Value is independent of undertone. You can be Light + Warm (Light Spring), Light + Cool (Light Summer), Deep + Warm (Deep Autumn), or Deep + Cool (Deep Winter).

Value scale: from the lightest coloring (Light Spring/Summer) to the deepest (Deep Autumn/Winter)

Value scale: from the lightest coloring (Light Spring/Summer) to the deepest (Deep Autumn/Winter)

Chroma: Your Saturation Level

Chroma (also called saturation) describes how vivid or muted your natural coloring is. High chroma means your features are clear, vivid, and saturated — think bright eyes, rich hair color, and skin that looks "alive." Low chroma means your features are softer, more blended, and slightly greyed — think of coloring that looks gentle and harmonious rather than striking. This dimension separates the "bright" seasons from the "soft" seasons. A Bright Winter can wear electric blue and hot pink; those same colors would overwhelm a Soft Summer, who looks better in dusty blue and muted rose. To find your chroma, consider: do bold, vivid colors energize your face, or do they overpower you? Do muted, toned-down colors look sophisticated on you, or do they make you look washed out?

Contrast: The Range Between Your Features

Contrast refers to the degree of difference between the lightest and darkest parts of your natural coloring — typically skin, hair, and eyes. High contrast means there's a dramatic difference: think Snow White with her pale skin and jet-black hair. Low contrast means your features are similar in depth: think of someone with medium-toned skin, medium brown hair, and hazel eyes where everything "blends." Medium contrast falls in between. Contrast affects how you combine colors in your outfits. High-contrast individuals look best when their outfits also have high contrast — a bright white top with dark navy bottoms, for example. Low-contrast individuals look best in tonal outfits where the colors are closer in value — an outfit in various shades of sage and cream, for instance.
Contrast levels: low (tonal, blended features), medium, and high (dramatic difference between features)

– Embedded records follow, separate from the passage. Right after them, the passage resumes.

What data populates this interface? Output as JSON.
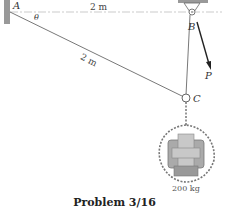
{
  "figure": {
    "points": {
      "A": "A",
      "B": "B",
      "C": "C"
    },
    "angle_label": "θ",
    "dimensions": {
      "AB": "2 m",
      "AC": "2 m"
    },
    "force_label": "P",
    "mass_label": "200 kg",
    "caption": "Problem 3/16"
  },
  "colors": {
    "line": "#555555",
    "wall": "#888888",
    "text": "#222222"
  }
}
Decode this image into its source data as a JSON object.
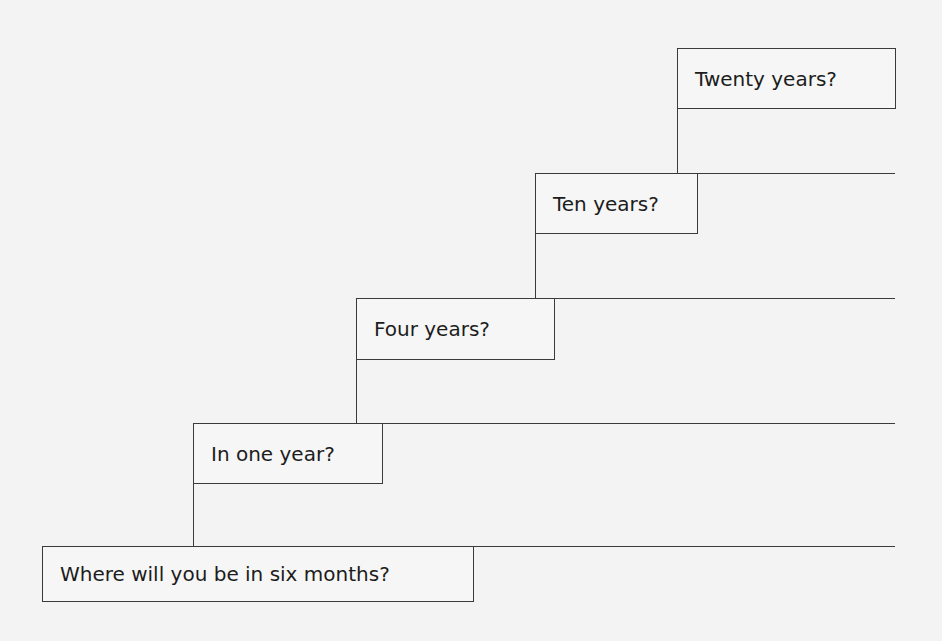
{
  "diagram": {
    "type": "staircase",
    "steps": [
      {
        "label": "Where will you be in six months?"
      },
      {
        "label": "In one year?"
      },
      {
        "label": "Four years?"
      },
      {
        "label": "Ten years?"
      },
      {
        "label": "Twenty years?"
      }
    ],
    "colors": {
      "line": "#3a3a3a",
      "text": "#1c1c1c",
      "background": "#f3f3f3"
    }
  }
}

Contrast levels: low (tonal, blended features), medium, and high (dramatic difference between features)

How These Dimensions Map to the 12 Seasons

Each of the 12 seasons is defined by its unique combination of undertone plus a dominant secondary characteristic:

Undertone + lightness → Light Spring (warm) or Light Summer (cool)
Undertone + warmth/coolness → Warm Spring, Warm Autumn (warm) or Cool Summer, Cool Winter (cool)
Undertone + brightness → Bright Spring (warm) or Bright Winter (cool)
Undertone + softness → Soft Summer (cool) or Soft Autumn (warm)
Undertone + depth → Deep Autumn (warm) or Deep Winter (cool)

The "dominant characteristic" is the quality that stands out most in your coloring. If someone looks at you and first notices how light your coloring is, lightness is your dominant characteristic. If they notice vivid, bright features first, brightness is dominant. This dominant quality is what places you in your specific sub-season.

Professional analysts determine your dominant characteristic first, then confirm undertone second. This two-step process is more accurate than trying to determine undertone alone.

Putting the Dimensions Together

Understanding these three dimensions — along with undertone — gives you a complete picture of why certain colors work for you. It's not just that you're "warm" or "cool." You're warm + light + clear (Bright Spring) or cool + deep + bright (Deep Winter). This precision is what makes the 12-season system so much more useful than the original four-season approach. When you shop or get dressed, you're not just choosing warm vs. cool colors — you're choosing colors that match your specific depth, saturation, and contrast level. That's why two warm-toned people can look very different in the same warm color: one might need it lighter, the other deeper; one might need it brighter, the other more muted.

References

  1. Munsell, Albert H. (1905). A Color Notation. Munsell Color Company.
  2. Kalisz, Kathryn (2003). Sci\ART Personal Color Analysis Training Manual. Sci\ART Consulting.
  3. Feisner, Edith Anderson (2006). Colour: How to Use Colour in Art and Design. Laurence King Publishing.
  4. Itten, Johannes (1961). The Art of Color. John Wiley & Sons.